We will explore the economic rationale behind choosing HDDs, understand the fundamental physics that govern their performance, and break down the sophisticated techniques—from massive parallelism and erasure coding to advanced load balancing—that make this counterintuitive architecture a resounding success. You will see why sometimes the oldest technology, used cleverly, can power some of the most modern systems on the planet.

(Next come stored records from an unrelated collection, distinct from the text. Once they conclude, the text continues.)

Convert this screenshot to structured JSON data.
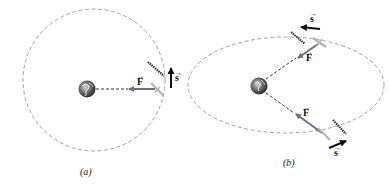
{
  "figure": {
    "panels": [
      {
        "id": "a",
        "caption": "(a)",
        "orbit": {
          "shape": "circle",
          "cx": 94,
          "cy": 80,
          "r": 71
        },
        "planet": {
          "name": "earth",
          "cx": 94,
          "cy": 89
        },
        "satellite": {
          "x": 158,
          "y": 89
        },
        "force_label": "F",
        "displacement_label": "s"
      },
      {
        "id": "b",
        "caption": "(b)",
        "orbit": {
          "shape": "ellipse",
          "cx": 286,
          "cy": 85,
          "rx": 98,
          "ry": 48
        },
        "planet": {
          "name": "earth",
          "cx": 258,
          "cy": 86
        },
        "satellites": [
          {
            "position": "top",
            "x": 320,
            "y": 43
          },
          {
            "position": "bottom",
            "x": 320,
            "y": 133
          }
        ],
        "force_labels": [
          "F",
          "F"
        ],
        "displacement_labels": [
          "s",
          "s"
        ]
      }
    ],
    "colors": {
      "orbit": "#8a8a8a",
      "force_arrow": "#707070",
      "displacement_arrow": "#111111",
      "earth_dark": "#3a3a3a",
      "earth_light": "#b0b0b0"
    }
  }
}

Understanding the colossal scale of Amazon S3
Before we can appreciate the ingenuity of S3's architecture, we must first grasp the sheer magnitude of its operation. It's one thing to build a storage system for a single application; it's another thing entirely to build a global, multi-tenant service that supports millions of customers with diverse and demanding workloads. The numbers behind S3 are nothing short of staggering and paint a clear picture of the engineering challenge at hand.
As of recent figures, the scale of AWS S3 includes:
- Over 400 Trillion Stored Objects: This is a number so vast it's difficult to comprehend. Each object, whether it's a tiny log file or a massive video archive, needs to be stored durably and be readily accessible.
- 150 Million Requests Per Second: At its peak, the S3 system processes an incredible volume of
GET,PUT,LIST, andDELETEoperations every single second, serving data to applications and users around the globe without skipping a beat. - Over 1 Petabyte Per Second of Peak Traffic: One petabyte (PB) is equivalent to 1,000 terabytes, or roughly one million gigabytes. To serve this much data every second requires an extraordinary level of throughput that far exceeds the capabilities of any single piece of hardware.
- An Infrastructure of Tens of Millions of Hard Drives: Powering this entire operation is a colossal fleet of commodity HDDs, the very technology many consider outdated for high-performance applications.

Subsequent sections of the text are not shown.